In fact such is the direction FTs are travelling, with potential mergers/partnerships with private companies, and their freedom to treat an unlimited number of private patients, it can be argued that they are no longer part of the NHS. With all NHS organisations set for FT status, within two or three years the NHS will no longer exist as a provider of health care.

Furthermore plans for commissioners to be privatised, and for the market to determine care, means that by 2014 the NHS will have been abolished.

In reality, as the book argues, everything was in place for the development of a market by 2004. In fact market dynamics will increasingly dictate the process of privatisation, rather than parliamentary acts. It will, alongside the biggest cuts in the NHS’s history, have a devastating effect on the health of millions.

So why is the NHS being destroyed? The book correctly highlights the influence and power of the multinational health corporations. But there is a more fundamental reason, the historical bankruptcy of capitalism. It is increasingly a system that can no longer develop the real economy, but instead seeks to maximise its profits through massive global financial speculation, and privatisation such as in the lucrative health care market.

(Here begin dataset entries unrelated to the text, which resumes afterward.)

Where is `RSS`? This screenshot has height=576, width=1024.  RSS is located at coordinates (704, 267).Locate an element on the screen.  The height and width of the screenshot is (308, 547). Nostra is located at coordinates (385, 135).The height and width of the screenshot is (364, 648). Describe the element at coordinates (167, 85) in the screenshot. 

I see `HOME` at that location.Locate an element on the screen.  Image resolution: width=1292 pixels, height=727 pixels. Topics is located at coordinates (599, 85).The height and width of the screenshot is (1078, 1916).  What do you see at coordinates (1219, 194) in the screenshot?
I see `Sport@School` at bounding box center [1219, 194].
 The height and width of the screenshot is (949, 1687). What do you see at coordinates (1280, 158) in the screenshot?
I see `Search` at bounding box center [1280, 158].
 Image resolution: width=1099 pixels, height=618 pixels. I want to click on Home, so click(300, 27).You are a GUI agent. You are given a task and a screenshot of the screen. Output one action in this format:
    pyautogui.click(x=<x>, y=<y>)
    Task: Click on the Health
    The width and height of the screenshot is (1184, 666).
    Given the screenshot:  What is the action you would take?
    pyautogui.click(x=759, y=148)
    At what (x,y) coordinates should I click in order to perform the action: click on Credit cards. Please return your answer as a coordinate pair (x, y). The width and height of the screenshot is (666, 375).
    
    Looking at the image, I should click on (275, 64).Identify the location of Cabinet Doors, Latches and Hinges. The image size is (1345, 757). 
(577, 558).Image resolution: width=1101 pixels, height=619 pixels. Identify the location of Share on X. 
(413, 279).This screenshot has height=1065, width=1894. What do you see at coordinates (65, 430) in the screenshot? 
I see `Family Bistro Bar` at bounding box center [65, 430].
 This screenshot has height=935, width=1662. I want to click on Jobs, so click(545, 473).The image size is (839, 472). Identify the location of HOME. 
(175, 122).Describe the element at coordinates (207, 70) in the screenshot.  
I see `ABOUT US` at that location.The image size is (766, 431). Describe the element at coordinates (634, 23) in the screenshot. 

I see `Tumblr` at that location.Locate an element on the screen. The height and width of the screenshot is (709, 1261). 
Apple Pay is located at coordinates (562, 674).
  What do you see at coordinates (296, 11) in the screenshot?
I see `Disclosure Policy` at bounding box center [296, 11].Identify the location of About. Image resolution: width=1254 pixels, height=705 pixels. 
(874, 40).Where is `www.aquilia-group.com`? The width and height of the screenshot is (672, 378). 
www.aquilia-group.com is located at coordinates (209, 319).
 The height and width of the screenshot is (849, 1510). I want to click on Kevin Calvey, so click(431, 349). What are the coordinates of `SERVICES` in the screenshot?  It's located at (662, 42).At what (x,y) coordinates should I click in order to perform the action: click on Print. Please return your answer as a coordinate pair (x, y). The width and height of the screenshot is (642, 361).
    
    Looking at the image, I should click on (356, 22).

Why have they got away with it so far? A major factor is the lack of a fighting trade union leadership. Despite the fact that the NHS has been under attack for over a decade, there has not been even one day of national industrial action on this issue. One reason for this of course is the link between many unions and the Labour Party.

Indeed the fact that Labour was instrumental in the privatisation of the NHS, without any real opposition from its rank and file, proves that it is both unreformable and rotten to the core.

Political architect of the NHS, Nye Bevan, said that the health service would survive as long as there were people ready to fight for it. Working class people are ready to fight for the NHS. But we also need effective trade union leadership and a political voice, in other words a mass workers’ party.

The Plot Against the NHS
by Colin Leys and Stewart Player
£13.50 including postage from:
Socialist Books PO Box 24697, London E11 1YD.